3
votes

Here is the situation that I want to handle quoted from Apple's documentation.

As a result of the presented notification, the user taps the action button of the alert or taps (or clicks) the application icon. If the action button is tapped (on a device running iOS), the system launches the application and the application calls its delegate’s application:didFinishLaunchingWithOptions: method (if implemented); it passes in the notification payload (for remote notifications) or the local-notification object (for local notifications).

If the application icon is tapped on a device running iOS, the application calls the same method, but furnishes no information about the notification . If the application icon is clicked on a computer running OS X, the application calls the delegate’s applicationDidFinishLaunching: method in which the delegate can obtain the remote-notification payload.

How do I handle this situation if there is no information about the notification?

3

3 Answers

5
votes

If I understand you correctly, it sounds like you have a UILocalNotification that has been fired, but you need to still handle it if the user taps the application icon instead of the notification. Correct?

If this is the case, then to my knowledge you won't be able to handle the notification from the app delegate, because the app is not being launched or brought out of the background by the notification, but instead by the user's interaction.

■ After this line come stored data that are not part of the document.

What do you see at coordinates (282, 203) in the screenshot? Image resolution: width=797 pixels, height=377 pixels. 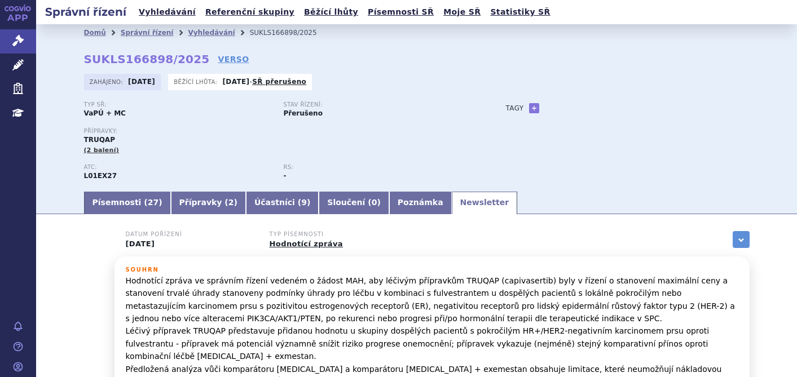 I see `a: Účastníci (9)` at bounding box center [282, 203].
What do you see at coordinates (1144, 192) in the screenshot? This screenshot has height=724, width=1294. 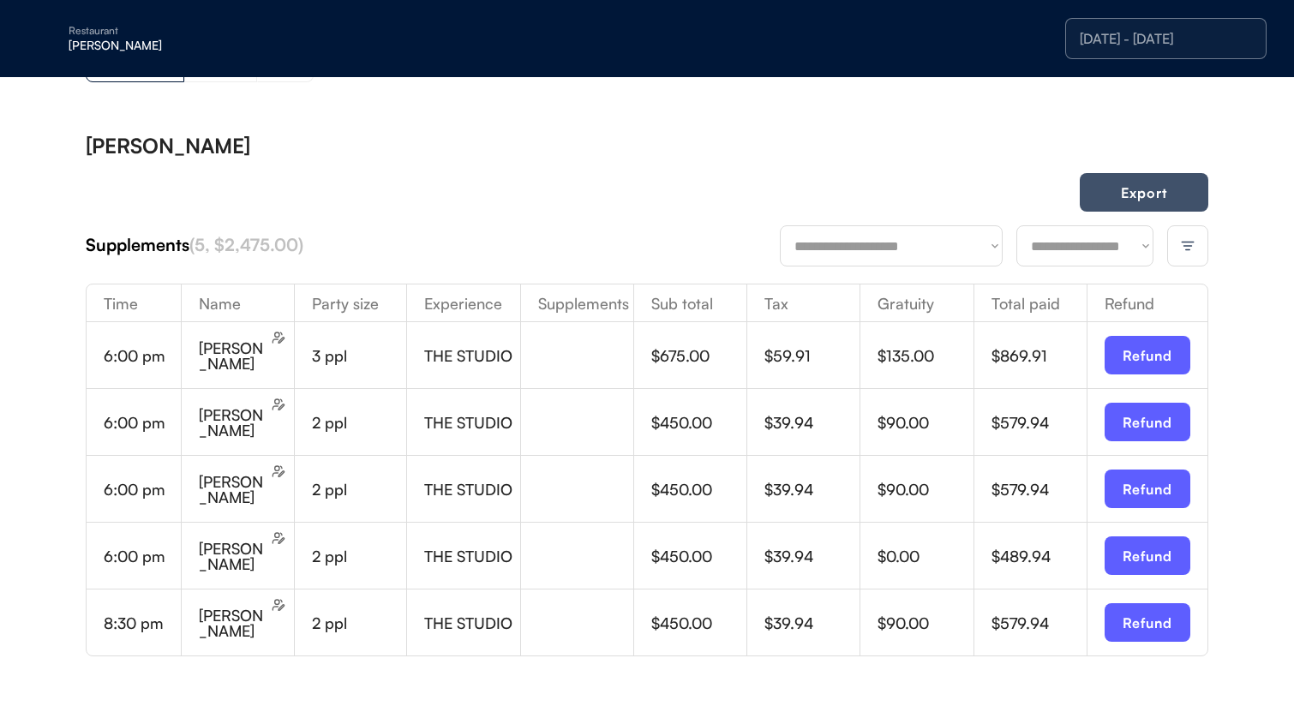 I see `button: Export` at bounding box center [1144, 192].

However, if you are setting a badgeNumber on the application with the notification then you could try something like this:

- (BOOL)application:(UIApplication *)application didFinishLaunchingWithOptions:(NSDictionary *)launchOptions {
if (launchOptions[UIApplicationLaunchOptionsLocalNotificationKey]) {
    UILocalNotification *notification = launchOptions[UIApplicationLaunchOptionsLocalNotificationKey];
} else if ([UIApplication sharedApplication].applicationIconBadgeNumber > 0) {
    // Assume that user launched the app from the icon with a notification present.
}}

You may also have to check the badgeNumber in - (void)applicationDidBecomeActive:(UIApplication *)application as well.

1
votes

Improve to @Aron Crittendon answer:

Consider also to handle that in applicationDidBecomeActive:

-(void)applicationDidBecomeActive:(UIApplication *)application
{
    if ([UIApplication sharedApplication].applicationIconBadgeNumber > 0) {
        //application is in background, fired notification and user tapped app icon with badge
    }
}
0
votes

As the documentation states, if you tap the icon on iOS (and not the notification's alert/banner) then the same method is called but you get no notification information. There is no way to handle a local notification simply by tapping the app icon.